Boeing to Remove Starliner from Rocket, Months-Long Delay Expected
Boeing announced Friday that it has to send its troubled CST-100 Starliner capsule to a factory for repairs, delaying an unmanned test flight to the International Space Station (ISS) for several months. The spacecraft had been due to launch from Cape Canaveral, Florida, on August 3 on an Atlas V rocket built by United Launch Alliance but the flight was delayed because of problems with four propulsion system valves.
Boeing said it would be forced to remove the capsule from the Atlas V rocket and transport it to a factory at the Kennedy Space Center for “deeper-level troubleshooting” of the valves.
FEMA’s Funerals Reach $1 Billion
A massive FEMA program is helping to reimburse the high costs of funerals in the COVID-19 era—so far, it’s reached $1 billion in disbursements, a grim statistic, but less than half of what was originally earmarked for the program in December 2020. According to one official, funeral assistance is part of the regular disaster assistance program, “but not to this scale, normally.”
There have been more than 150,000 applicants to the massive FEMA program, which all indications suggest will be issuing COVID-19-related funeral aid through 2023.
U.S. regulators launch formal investigation into Tesla Autopilot system
Federal vehicle safety regulators have launched a formal investigation into Tesla’s Autopilot system following a series of crashes that have left at least 17 people injured and one dead, according to documents filed by the National Highway Traffic Safety Administration.
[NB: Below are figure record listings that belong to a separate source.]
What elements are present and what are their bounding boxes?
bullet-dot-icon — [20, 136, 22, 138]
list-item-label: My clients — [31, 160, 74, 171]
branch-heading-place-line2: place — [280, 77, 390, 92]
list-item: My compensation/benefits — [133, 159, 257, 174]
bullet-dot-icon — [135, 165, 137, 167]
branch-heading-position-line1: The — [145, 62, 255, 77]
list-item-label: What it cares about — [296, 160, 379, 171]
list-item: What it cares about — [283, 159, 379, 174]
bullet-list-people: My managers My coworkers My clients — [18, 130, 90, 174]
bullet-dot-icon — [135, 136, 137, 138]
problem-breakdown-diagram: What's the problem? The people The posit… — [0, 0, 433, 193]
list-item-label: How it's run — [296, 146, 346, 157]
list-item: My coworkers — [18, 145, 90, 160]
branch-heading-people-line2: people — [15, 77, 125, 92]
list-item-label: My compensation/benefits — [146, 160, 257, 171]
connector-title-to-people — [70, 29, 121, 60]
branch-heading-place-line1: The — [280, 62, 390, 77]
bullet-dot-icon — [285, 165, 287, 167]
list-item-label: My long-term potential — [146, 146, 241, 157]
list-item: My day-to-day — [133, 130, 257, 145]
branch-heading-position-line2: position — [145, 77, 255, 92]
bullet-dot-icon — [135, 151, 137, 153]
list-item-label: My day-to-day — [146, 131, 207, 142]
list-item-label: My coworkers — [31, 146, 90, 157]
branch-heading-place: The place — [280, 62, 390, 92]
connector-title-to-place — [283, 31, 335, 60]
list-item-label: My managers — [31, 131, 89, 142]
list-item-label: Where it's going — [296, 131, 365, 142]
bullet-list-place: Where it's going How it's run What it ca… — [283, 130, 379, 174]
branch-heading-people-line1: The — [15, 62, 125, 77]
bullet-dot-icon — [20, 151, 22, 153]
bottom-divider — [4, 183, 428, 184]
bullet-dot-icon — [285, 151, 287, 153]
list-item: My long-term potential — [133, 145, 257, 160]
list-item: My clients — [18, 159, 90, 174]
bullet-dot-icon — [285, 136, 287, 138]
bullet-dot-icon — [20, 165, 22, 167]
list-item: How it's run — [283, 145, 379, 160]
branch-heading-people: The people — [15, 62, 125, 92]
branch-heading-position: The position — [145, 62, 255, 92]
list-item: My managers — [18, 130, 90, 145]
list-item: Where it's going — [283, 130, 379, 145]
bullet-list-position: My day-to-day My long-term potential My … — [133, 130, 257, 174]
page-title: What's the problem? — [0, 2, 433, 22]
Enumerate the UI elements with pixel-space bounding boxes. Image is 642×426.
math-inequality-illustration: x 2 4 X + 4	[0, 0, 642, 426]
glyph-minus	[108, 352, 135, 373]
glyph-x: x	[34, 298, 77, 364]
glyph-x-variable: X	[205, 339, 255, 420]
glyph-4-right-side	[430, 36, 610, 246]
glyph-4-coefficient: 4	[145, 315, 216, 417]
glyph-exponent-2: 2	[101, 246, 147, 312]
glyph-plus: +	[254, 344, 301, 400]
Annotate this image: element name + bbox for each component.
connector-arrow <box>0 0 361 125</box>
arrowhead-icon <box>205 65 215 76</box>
Autopilot is Tesla’s limited self-driving feature that still requires a human to operate.
The formal investigation comes just months after the NHTSA and National Transportation Safety Board said they were looking into the company, following a crash in Texas. In recent months there have been several probes into Tesla’s Autopilot, including an investigation in March after a Model Y using the system reportedly struck a stationary police car.